14. But remember that real discipline of mind does not so much consist in now and then making a great effort, as in having the mind so trained that it will make constant efforts. The perfection of a disciplined mind is, not to be able, on some great contingency, to rouse up its faculties, and draw out a giant strength, but to have it always ready to produce a given, and an equal quantity of results in a given and equal time.

LESSON XXVII.

ODD ON EDUCATION.

MONTGOMERY.

1. THE lion, o'er his wild domains, Rules with the terror of his eye; The eagle of his rock maintains

By force the empire in the sky; The shark, the tyrant of the flood,

Reigns through the deep with quenchless rage; Parent and young unweaned from blood,

Are still the same from age to age.

2. Of all that live and move, and breathe, Man only rises o'er his birth;

He looks above, around, beneath,

At once the heir of heaven and earth; Force, cunning, speed, which Nature gave The various tribes throughout her plan,

Life to enjoy, from death to save,

These are the lowest powers of man.

3. From strength to strength he travels on;
He leaves the lingering brute behind;
And when a few short years are gone,
He soars a disembodied mind;
Beyond the grave, his course sublime,
Destined through nobler paths to run,
In his career the end of Time

Is but Eternity begun.

4. What guides him in his high pursuit, Opens, illumines, cheers his way, Discerns th' immortal from the brute, God's image from the mold of clay? 'Tis knowledge; knowledge to the soul Is power, and liberty, and peace;

And while celestial ages roll,

The joys of knowledge shall increase.

5. Hail!to the glorious plan, that spread
The light with universal beams,
And through the human desert led
Truth's living, pure, perpetual streams.
Behold a new creation rise,

New spirit breathed into the clod,
Where'er the voice of Wisdom cries,
"Man, know thyself, and fear thy God."

LESSON XXVIII.

EXALTED CHARACTER OF POETRY.

CHANNING.

[The reader may note the inflections for emphatic succession of particulars, in the following piece.* See Rule 10, p. 34.]
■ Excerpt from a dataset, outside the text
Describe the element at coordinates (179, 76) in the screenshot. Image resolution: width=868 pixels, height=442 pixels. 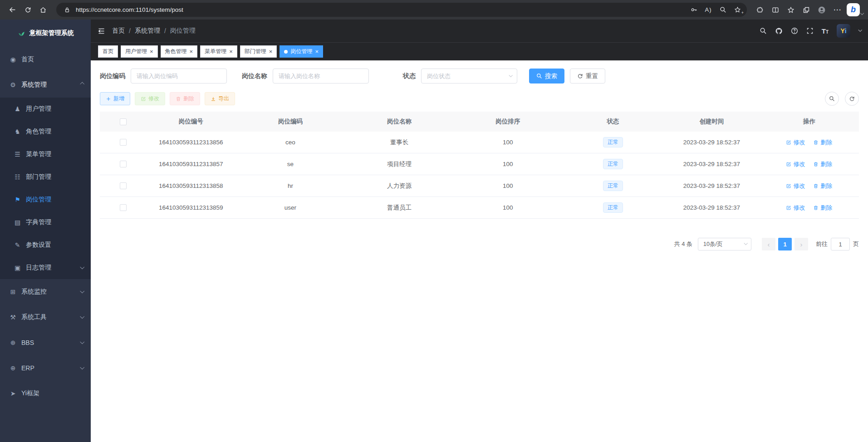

1. POETRY seems to us the divinest of all-arts; for it is the breathing or expression of that principle or sentiment, which is deepest and sublimest in human nature; we mean, of that thirst or aspiration, to which no mind is wholly a stranger, for something purer and lovelier, something more powerful, lofty and thrilling, than ordinary and real life affords.

2. In an intellectual nature, framed for progress and for higher modes of being, there must be creative energies, power of original and ever-growing thought; and poetry is the form in which these energies are chiefly manifested.

3. It is the glorious prerogative of this art, that it "makes all things new" for the gratification of a divine instinct. It indeed finds its elements in what it actually sees and experiences in the worlds of matter and mind; but it combines and

It is believed to be important in securing a correct application of the principles of reading, for the learner to mark lightly with a pencil such words, pauses, inflections, &c., as are illustrative of the rules to which refer ence is made in the subsequent lessons.

a The most ancient poetry which has come down to us, is that of the Hebrews.